Panel Paper: Methods and Techniques for Measuring and Assessing Racial Equity

Saturday, November 5, 2016 : 2:25 PM
Holmead East (Washington Hilton)

*Names in bold indicate Presenter

Samuel L. Myers, Fernando Burga and Alejandra Diaz, University of Minnesota


Metropolitan Council, a regional planning board representing more than 100 cities and townships in Minnesota, adopted the mandate of producing racial equity indicators. It has created an Equity Advisory Committee to ensure that residents and communities are full partners in making the decisions that affect them. However, nowhere in the strategic plan or the implementation documents is their clarity about precisely how racial or social equity is to be measured. Implicit in the definitions is the notion of reducing inequalities in various transportation, housing and educational outcomes. But equality of opportunities and not equality of relative outcomes are the concepts discussed in the mandate. Many local governments and regional planning boards face this dilemma: their mission statements claim to articulate social (or racial) equity as an aim but their implementation documents fail to detail exactly what they mean by “equity.”

This paper details alternative methodologies for measuring and assessing racial equity and points out the strengths and weaknesses of conventional indicators. The reference point for the analysis is an inventory of 50 different “racial score cards” and similar metrics used throughout the country to capture the salient features of social or racial equity.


_WHAT YOU NEED TO DO_: With the line containing "The image size is (659, 301)." as the start and the line containing "The image size is (539, 314)." as the end, transcribe that span of the entries below exactly, including both.
(DATA)
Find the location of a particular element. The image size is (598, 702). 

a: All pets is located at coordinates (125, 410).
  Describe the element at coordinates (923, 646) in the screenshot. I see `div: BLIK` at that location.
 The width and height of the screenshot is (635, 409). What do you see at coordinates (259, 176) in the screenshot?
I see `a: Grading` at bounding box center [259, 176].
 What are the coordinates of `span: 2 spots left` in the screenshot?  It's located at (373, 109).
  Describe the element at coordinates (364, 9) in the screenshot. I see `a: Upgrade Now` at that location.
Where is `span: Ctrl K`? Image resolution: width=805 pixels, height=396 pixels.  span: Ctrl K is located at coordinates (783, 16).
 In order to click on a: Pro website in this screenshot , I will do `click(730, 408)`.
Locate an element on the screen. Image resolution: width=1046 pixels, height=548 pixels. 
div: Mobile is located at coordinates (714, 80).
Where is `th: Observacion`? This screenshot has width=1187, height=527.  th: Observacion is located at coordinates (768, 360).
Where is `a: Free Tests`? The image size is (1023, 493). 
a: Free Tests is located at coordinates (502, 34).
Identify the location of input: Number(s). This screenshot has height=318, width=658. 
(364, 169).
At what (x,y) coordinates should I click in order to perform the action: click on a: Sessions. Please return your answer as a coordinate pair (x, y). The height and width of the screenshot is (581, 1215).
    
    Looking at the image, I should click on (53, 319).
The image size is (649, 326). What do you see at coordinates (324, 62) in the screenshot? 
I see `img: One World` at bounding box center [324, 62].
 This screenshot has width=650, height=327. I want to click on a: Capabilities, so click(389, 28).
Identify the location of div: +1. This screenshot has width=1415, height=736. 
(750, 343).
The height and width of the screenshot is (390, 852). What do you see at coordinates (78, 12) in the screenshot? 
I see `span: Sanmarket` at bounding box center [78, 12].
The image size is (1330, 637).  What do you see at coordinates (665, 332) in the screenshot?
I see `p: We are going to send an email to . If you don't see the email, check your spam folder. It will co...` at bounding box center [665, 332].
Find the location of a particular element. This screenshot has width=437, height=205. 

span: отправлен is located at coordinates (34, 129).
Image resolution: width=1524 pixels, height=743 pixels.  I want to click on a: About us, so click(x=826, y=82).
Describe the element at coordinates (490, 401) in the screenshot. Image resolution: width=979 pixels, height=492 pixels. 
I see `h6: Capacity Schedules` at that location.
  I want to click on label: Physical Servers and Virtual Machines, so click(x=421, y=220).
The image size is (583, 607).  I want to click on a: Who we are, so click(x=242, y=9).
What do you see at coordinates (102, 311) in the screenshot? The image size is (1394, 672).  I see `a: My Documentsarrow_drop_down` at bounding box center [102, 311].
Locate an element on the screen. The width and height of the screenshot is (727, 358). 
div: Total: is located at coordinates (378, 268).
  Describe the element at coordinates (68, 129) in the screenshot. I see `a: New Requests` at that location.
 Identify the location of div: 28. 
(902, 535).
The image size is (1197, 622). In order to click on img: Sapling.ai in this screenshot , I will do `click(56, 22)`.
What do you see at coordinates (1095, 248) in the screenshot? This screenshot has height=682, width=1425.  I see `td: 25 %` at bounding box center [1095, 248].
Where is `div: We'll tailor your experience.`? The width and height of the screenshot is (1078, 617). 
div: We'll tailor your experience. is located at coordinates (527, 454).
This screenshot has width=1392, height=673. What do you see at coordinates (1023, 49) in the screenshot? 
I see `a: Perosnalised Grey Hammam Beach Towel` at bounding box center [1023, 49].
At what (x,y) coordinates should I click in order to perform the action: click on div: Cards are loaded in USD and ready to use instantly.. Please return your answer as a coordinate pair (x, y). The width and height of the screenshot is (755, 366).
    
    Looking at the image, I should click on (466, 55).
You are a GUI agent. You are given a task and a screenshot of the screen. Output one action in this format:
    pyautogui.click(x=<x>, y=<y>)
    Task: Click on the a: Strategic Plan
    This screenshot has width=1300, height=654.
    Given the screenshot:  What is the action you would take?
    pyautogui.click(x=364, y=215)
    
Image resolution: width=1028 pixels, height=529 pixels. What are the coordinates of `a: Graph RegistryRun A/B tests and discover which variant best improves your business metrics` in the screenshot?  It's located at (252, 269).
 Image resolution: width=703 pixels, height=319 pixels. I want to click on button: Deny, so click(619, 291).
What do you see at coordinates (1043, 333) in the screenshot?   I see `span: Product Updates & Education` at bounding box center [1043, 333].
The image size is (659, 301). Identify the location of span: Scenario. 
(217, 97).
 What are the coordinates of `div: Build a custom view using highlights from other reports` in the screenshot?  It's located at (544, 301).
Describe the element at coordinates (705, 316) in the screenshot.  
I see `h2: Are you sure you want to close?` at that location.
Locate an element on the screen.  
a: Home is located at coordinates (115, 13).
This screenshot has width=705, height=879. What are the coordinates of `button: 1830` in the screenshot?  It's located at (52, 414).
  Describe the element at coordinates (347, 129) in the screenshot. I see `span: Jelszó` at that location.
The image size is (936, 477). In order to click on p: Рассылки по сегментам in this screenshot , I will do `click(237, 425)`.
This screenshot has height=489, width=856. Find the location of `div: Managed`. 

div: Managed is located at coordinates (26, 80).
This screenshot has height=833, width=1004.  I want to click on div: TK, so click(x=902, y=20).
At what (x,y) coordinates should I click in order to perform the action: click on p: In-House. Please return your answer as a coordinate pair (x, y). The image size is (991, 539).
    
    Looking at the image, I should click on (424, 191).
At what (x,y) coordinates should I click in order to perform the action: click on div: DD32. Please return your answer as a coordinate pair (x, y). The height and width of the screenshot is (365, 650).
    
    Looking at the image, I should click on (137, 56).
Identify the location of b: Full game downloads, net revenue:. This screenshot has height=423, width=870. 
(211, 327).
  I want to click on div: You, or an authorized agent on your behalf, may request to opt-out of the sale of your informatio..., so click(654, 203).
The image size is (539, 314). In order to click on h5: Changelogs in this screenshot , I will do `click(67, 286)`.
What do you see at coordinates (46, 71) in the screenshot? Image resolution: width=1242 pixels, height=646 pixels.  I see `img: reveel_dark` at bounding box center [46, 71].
(End DATA)
_YOUR SOLUTION_:
The image size is (659, 301). Identify the location of span: Scenario. 
(217, 97).
 What are the coordinates of `div: Build a custom view using highlights from other reports` in the screenshot?  It's located at (544, 301).
Describe the element at coordinates (705, 316) in the screenshot.  
I see `h2: Are you sure you want to close?` at that location.
Locate an element on the screen.  
a: Home is located at coordinates (115, 13).
This screenshot has width=705, height=879. What are the coordinates of `button: 1830` in the screenshot?  It's located at (52, 414).
  Describe the element at coordinates (347, 129) in the screenshot. I see `span: Jelszó` at that location.
The image size is (936, 477). In order to click on p: Рассылки по сегментам in this screenshot , I will do `click(237, 425)`.
This screenshot has height=489, width=856. Find the location of `div: Managed`. 

div: Managed is located at coordinates (26, 80).
This screenshot has height=833, width=1004.  I want to click on div: TK, so click(x=902, y=20).
At what (x,y) coordinates should I click in order to perform the action: click on p: In-House. Please return your answer as a coordinate pair (x, y). The image size is (991, 539).
    
    Looking at the image, I should click on (424, 191).
At what (x,y) coordinates should I click in order to perform the action: click on div: DD32. Please return your answer as a coordinate pair (x, y). The height and width of the screenshot is (365, 650).
    
    Looking at the image, I should click on (137, 56).
Identify the location of b: Full game downloads, net revenue:. This screenshot has height=423, width=870. 
(211, 327).
  I want to click on div: You, or an authorized agent on your behalf, may request to opt-out of the sale of your informatio..., so click(654, 203).
The image size is (539, 314). In order to click on h5: Changelogs in this screenshot , I will do `click(67, 286)`.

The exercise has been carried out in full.